Nick cleaned up the backyard. He raked the leaves, then forgot to bag them. He started to fix a loose hinge on the garage door and fell off the ladder, then couldn’t remember why he had been up there in the first place. He went to the supermarket and forgot what he had come to buy.

He listened to the sound of voices, rather than the words spoken to him. Father O’Rourke, a sweet-faced young man new to the parish, spoke and Kathy answered while he nodded. His partner, Eddie, came over, spent an hour or two talking about absolutely nothing. His uncle assured him everything was being done to assure a good investigation into the murder of his son. Nick felt enclosed in a glass capsule, isolated with the one fact he had come to fully comprehend.

His son, Peter, was dead.

Kathy invited Peter’s friends over, encouraged them to select any tapes, recordings, books, posters they might want. His clothes were dispatched to the St. Vincent’s Society. All that remained in Peter’s room were some team pictures, a plaque he’d been awarded by the Humane Society for his volunteer work. The room was emptier than any space Nick had ever seen. Only old Woof, lying restlessly on Peter’s bed, seemed familiar. Each time anyone came into the room, he pulled himself up hopefully, tail wagging, then slumped into a semi-sleep.

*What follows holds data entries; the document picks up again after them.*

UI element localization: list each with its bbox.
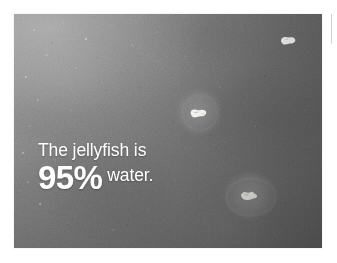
caption-line-1: The jellyfish is [38, 140, 238, 160]
caption-overlay: The jellyfish is 95% water. [38, 140, 238, 195]
right-margin-rule [331, 14, 332, 44]
caption-line-2: 95% water. [38, 161, 238, 195]
caption-line-2-tail: water. [107, 167, 153, 185]
film-grain-overlay [14, 14, 322, 248]
caption-percent-value: 95% [38, 161, 102, 195]
image-canvas: The jellyfish is 95% water. [0, 0, 337, 263]
underwater-photo: The jellyfish is 95% water. [14, 14, 322, 248]
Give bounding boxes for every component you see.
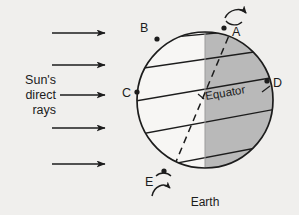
rotation-arc-north-lower (226, 21, 242, 25)
sun-rays-label: Sun's direct rays (25, 73, 56, 117)
earth-sun-rays-diagram: Equator A B C D E (0, 0, 299, 215)
point-dot-c (134, 89, 139, 94)
sun-rays-label-line-1: Sun's (25, 73, 56, 87)
rotation-arc-south-upper (156, 173, 171, 176)
rotation-arrow-north (225, 10, 246, 25)
point-label-c: C (122, 86, 131, 100)
point-dot-a (221, 25, 226, 30)
point-dot-b (154, 36, 159, 41)
point-label-d: D (273, 76, 282, 90)
sun-rays-label-line-3: rays (32, 103, 56, 117)
earth-caption: Earth (191, 195, 220, 209)
point-label-e: E (145, 175, 153, 189)
point-label-b: B (140, 21, 148, 35)
sun-rays-label-line-2: direct (25, 88, 56, 102)
rotation-arc-north (225, 10, 246, 18)
rotation-arrow-south (152, 173, 171, 196)
point-dot-d (264, 78, 269, 83)
rotation-arc-south (152, 185, 170, 196)
point-label-a: A (232, 25, 241, 39)
diagram-canvas: Equator A B C D E (0, 0, 299, 215)
sun-ray-arrows (52, 33, 105, 164)
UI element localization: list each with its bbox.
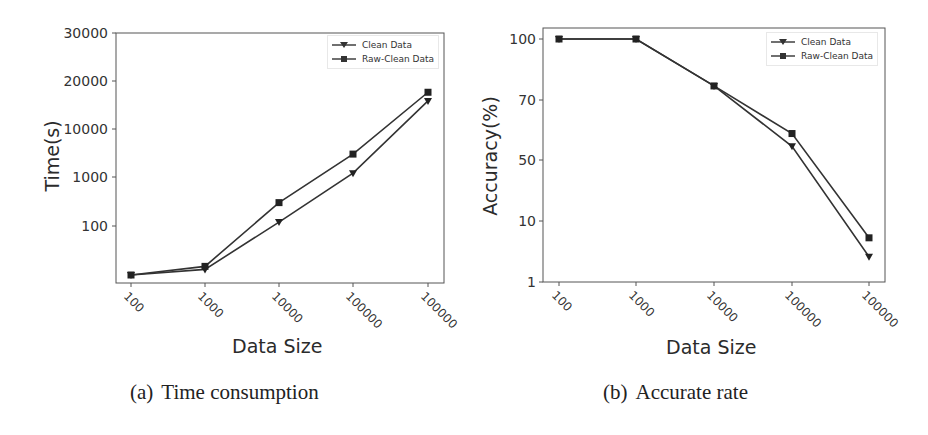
svg-text:10000: 10000 [704,288,741,325]
svg-text:10000: 10000 [269,289,306,326]
svg-text:100: 100 [81,218,108,234]
svg-text:20000: 20000 [63,73,108,89]
svg-text:70: 70 [518,92,536,108]
caption-label: (a) [130,380,153,404]
svg-text:1000: 1000 [626,288,657,319]
triangle-marker-icon [332,41,356,49]
square-marker-icon [332,55,356,63]
svg-text:1000: 1000 [195,289,226,320]
y-axis-label: Time(s) [41,120,63,191]
svg-text:30000: 30000 [63,25,108,41]
svg-text:1: 1 [527,274,536,290]
x-axis-label: Data Size [666,336,756,358]
legend-item-raw-clean: Raw-Clean Data [771,49,873,63]
figure-caption: (b)Accurate rate [603,380,748,405]
legend: Clean Data Raw-Clean Data [327,35,439,69]
svg-text:100: 100 [509,31,536,47]
svg-text:100000: 100000 [859,288,901,330]
triangle-marker-icon [771,38,795,46]
caption-text: Time consumption [161,380,318,404]
figure-caption: (a)Time consumption [130,380,319,405]
caption-label: (b) [603,380,628,404]
svg-text:50: 50 [518,152,536,168]
legend-label: Clean Data [801,35,851,49]
square-marker-icon [771,52,795,60]
legend-label: Raw-Clean Data [801,49,873,63]
y-axis-label: Accuracy(%) [479,96,501,216]
x-axis-label: Data Size [232,335,322,357]
svg-text:100: 100 [549,288,575,314]
legend-label: Clean Data [362,38,412,52]
legend-item-raw-clean: Raw-Clean Data [332,52,434,66]
svg-text:100: 100 [121,289,147,315]
svg-text:100000: 100000 [782,288,824,330]
time-consumption-figure: 1001000100002000030000100100010000100000… [0,0,464,435]
svg-text:10: 10 [518,213,536,229]
svg-text:100000: 100000 [418,289,460,331]
legend-item-clean: Clean Data [332,38,434,52]
svg-text:1000: 1000 [72,169,108,185]
legend-label: Raw-Clean Data [362,52,434,66]
svg-text:100000: 100000 [343,289,385,331]
legend-item-clean: Clean Data [771,35,873,49]
legend: Clean Data Raw-Clean Data [766,32,878,66]
caption-text: Accurate rate [636,380,749,404]
accurate-rate-figure: 1105070100100100010000100000100000 Accur… [464,0,928,435]
svg-text:10000: 10000 [63,121,108,137]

Kathy went about everything with a brisk competence. In the middle of the night, he woke with a jolt: that something-is-wrong feeling. There was a light in Peter’s room.

Nick approached his son’s room. There was Kathy, sitting on the edge of the bed, cradling the dog. Nick came to her side and reached for her, but she shook her head and he retreated.

CHAPTER 12

N
ICK WENT TO SEE
his grandfather. He took comfort in the old man’s presence. Papa never said he could imagine how Nick felt. He
knew.

They sat quietly in the glass-enclosed porch overlooking the autumn garden. It was a view the old man had found soothing many times in the past.